I learned to believe again that the wolf suckled Romulus and Remus, because she had her den no great way off on the Palatine, and that Romulus himself had really lived, since he had died and was buried in the Forum, where they showed me his tomb, or as much of it as I could imagine in the sullen little cellar so called. They also showed me the rostrum where the Roman orators addressed the mass-meetings of the republican times, and they showed me the lake, or the puddle left of it, into which Curtius (or one of three heroes of the name) leaped at an earlier day as a specific for the pestilence which the medical science of the period had failed to control. In our stroll about the place we were joined by one of the several cats living in the Forum, which offered us collectively its acquaintance, as if wishing to make us feel at home. It joined us and it quitted us from time to time, as the whim took it, but it did not abandon us wholly till we showed a disposition to believe in that lake of Curtius, so called after those three public-spirited heroes, the first being a foreigner. Then the cat, which had more than once stretched itself as if bored, turned from us in contempt and went and lay down in a sunny corner near the tomb of Romulus, and fell asleep.

It is quite possible that my reader does not know, as lately I did not, that the Roman Forum is but one of several forums connected with it by ways long centuries since buried fathoms deep and built upon many stories high.

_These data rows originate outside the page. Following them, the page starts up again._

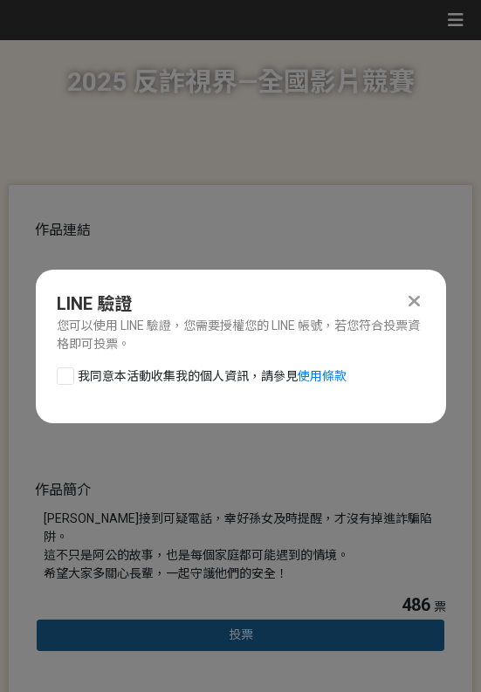 This screenshot has height=692, width=481. Describe the element at coordinates (241, 82) in the screenshot. I see `h1: 2025 反詐視界—全國影片競賽` at that location.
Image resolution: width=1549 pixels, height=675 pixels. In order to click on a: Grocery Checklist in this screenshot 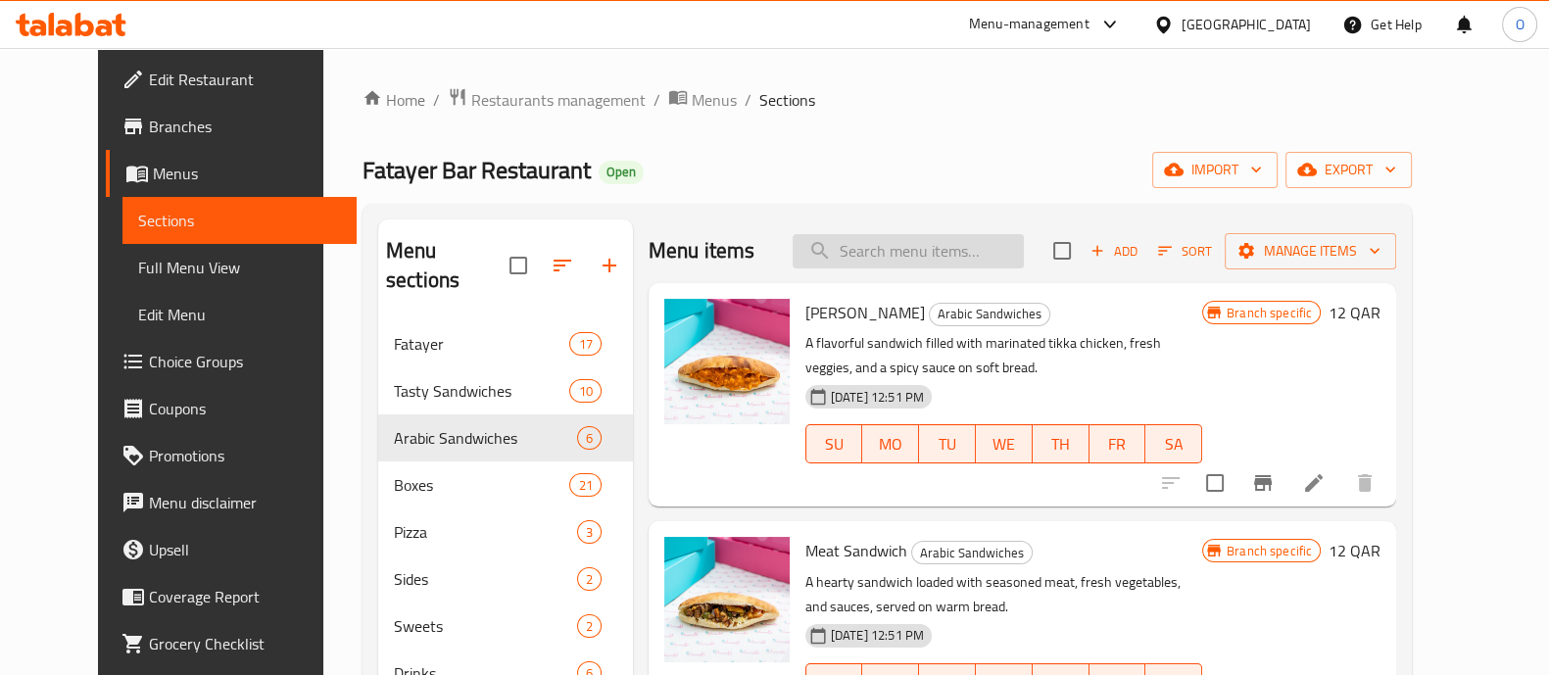, I will do `click(231, 644)`.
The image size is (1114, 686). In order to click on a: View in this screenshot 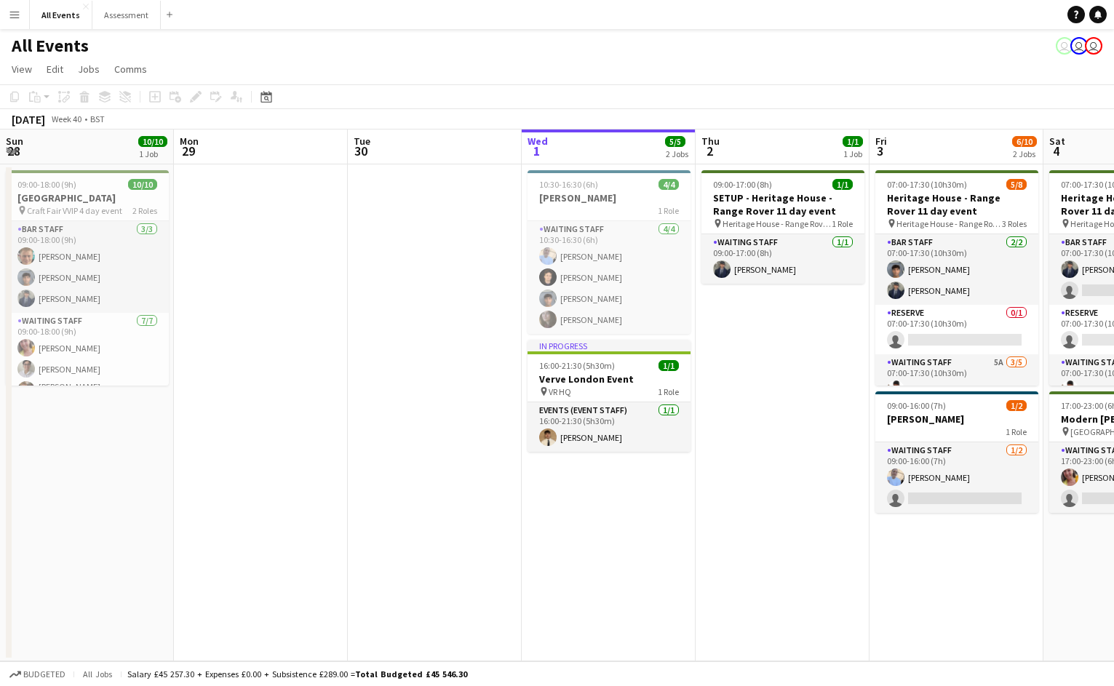, I will do `click(22, 69)`.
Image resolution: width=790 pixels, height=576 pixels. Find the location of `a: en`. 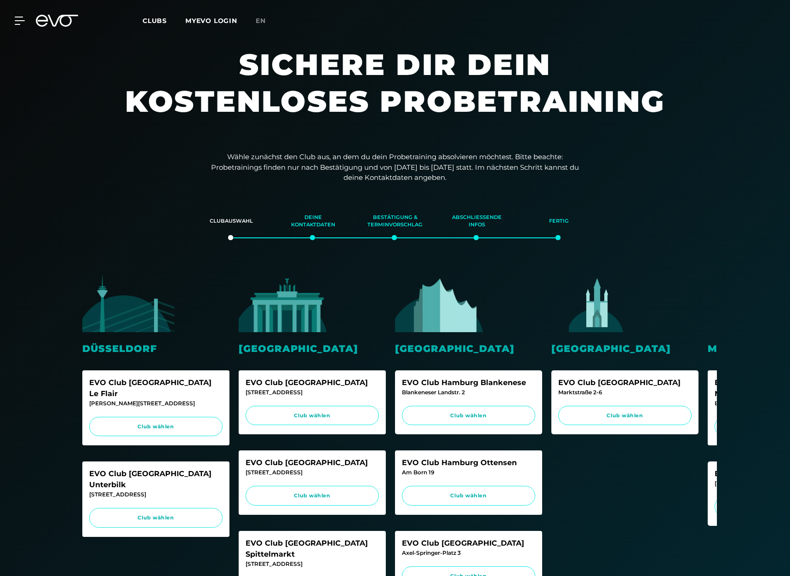

a: en is located at coordinates (266, 21).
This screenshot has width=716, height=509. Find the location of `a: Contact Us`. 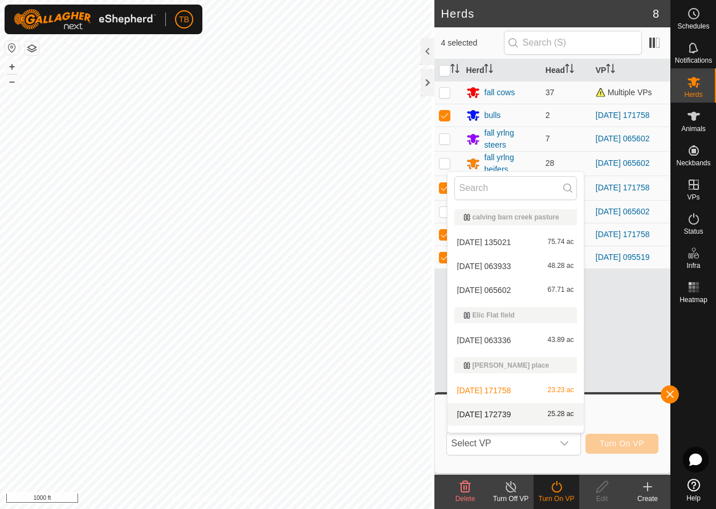

a: Contact Us is located at coordinates (245, 499).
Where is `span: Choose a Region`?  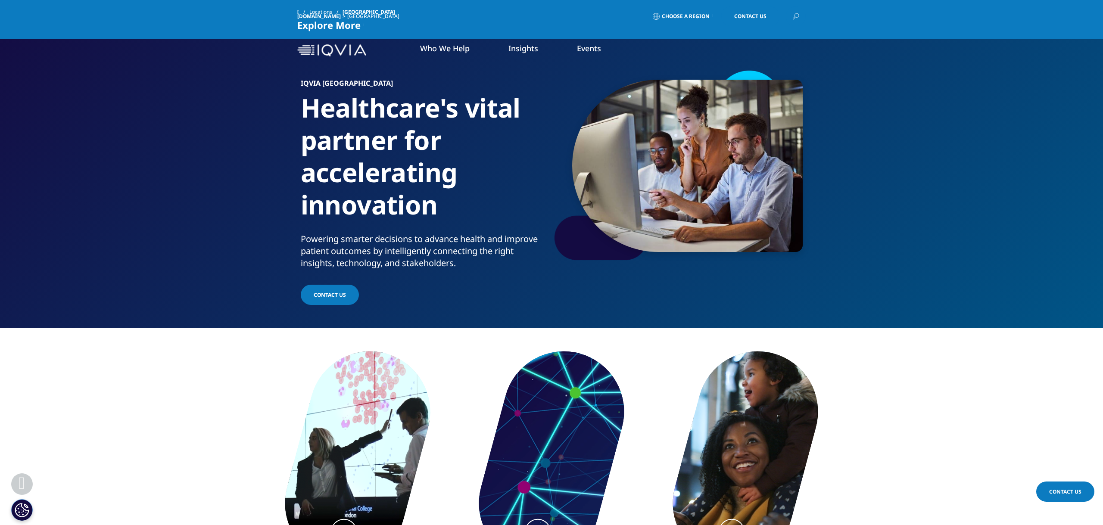
span: Choose a Region is located at coordinates (686, 16).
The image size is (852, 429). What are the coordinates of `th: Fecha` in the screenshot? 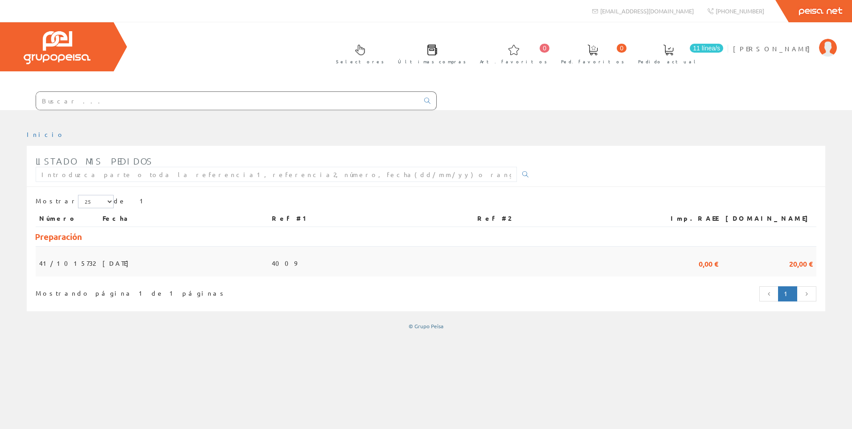 It's located at (184, 218).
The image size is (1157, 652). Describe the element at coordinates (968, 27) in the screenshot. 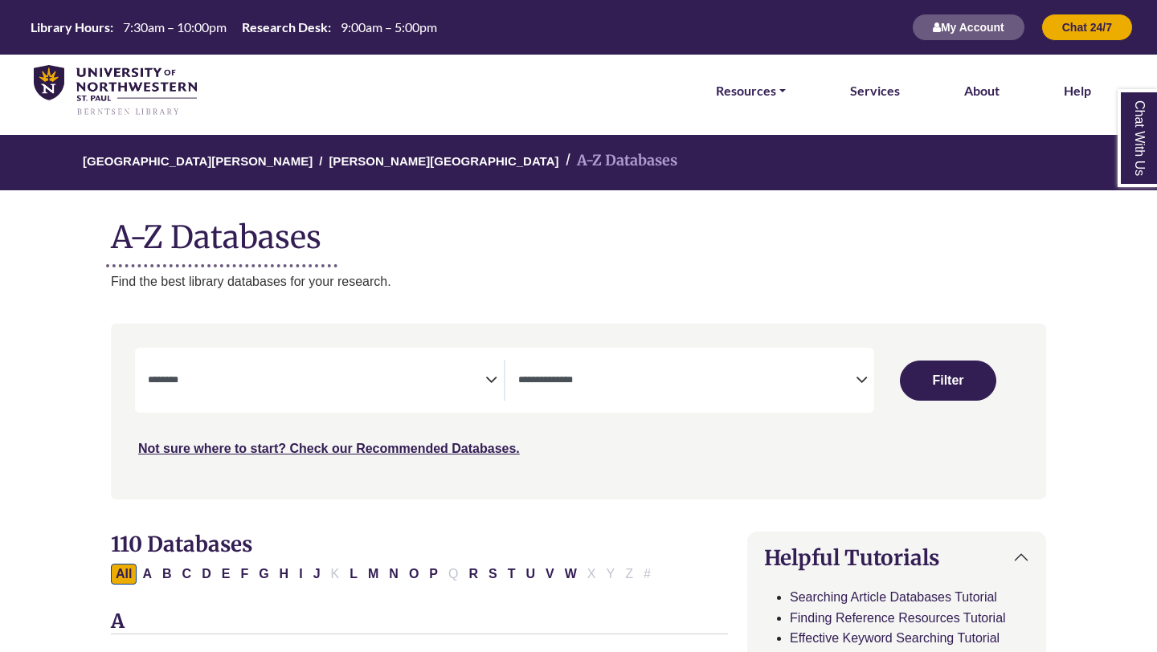

I see `button: My Account` at that location.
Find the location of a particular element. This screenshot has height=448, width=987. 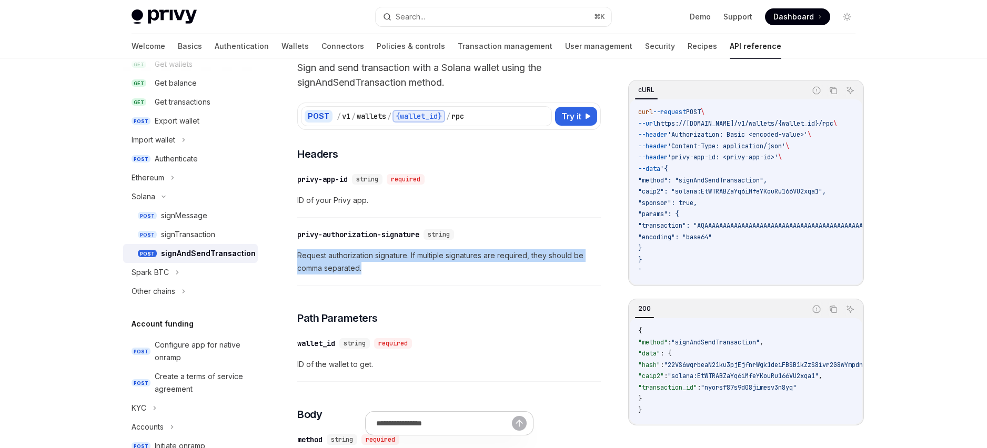

a: Basics is located at coordinates (190, 46).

But I am now able to assure him that in the whole region between the Roman Forum and the Forum of Trajan, which were formerly opened into each other by the removal of a hill as tall as the top of Trajan's Column, you pass over other forums hidden beneath your feet or wheels. You cannot be stayed there, however, by the wonders which archaeology will yet reveal in them (for archaeology has its relentless eye upon every inch of the ground above them), but you will certainly pause at the Forum of Trajan, where archaeology, as it is in Commendatore Boni, has had its way already. In fact, until his work in the Roman Forum is finished, the Forum of Trajan must remain his greatest achievement, and the sculptured column of the great emperor must serve equally as the archaeologist's monument. I do not remember why in the old time I should have kept coming to look at that column and study the sculptured history of Trajan's campaigns, toiling around it to its top.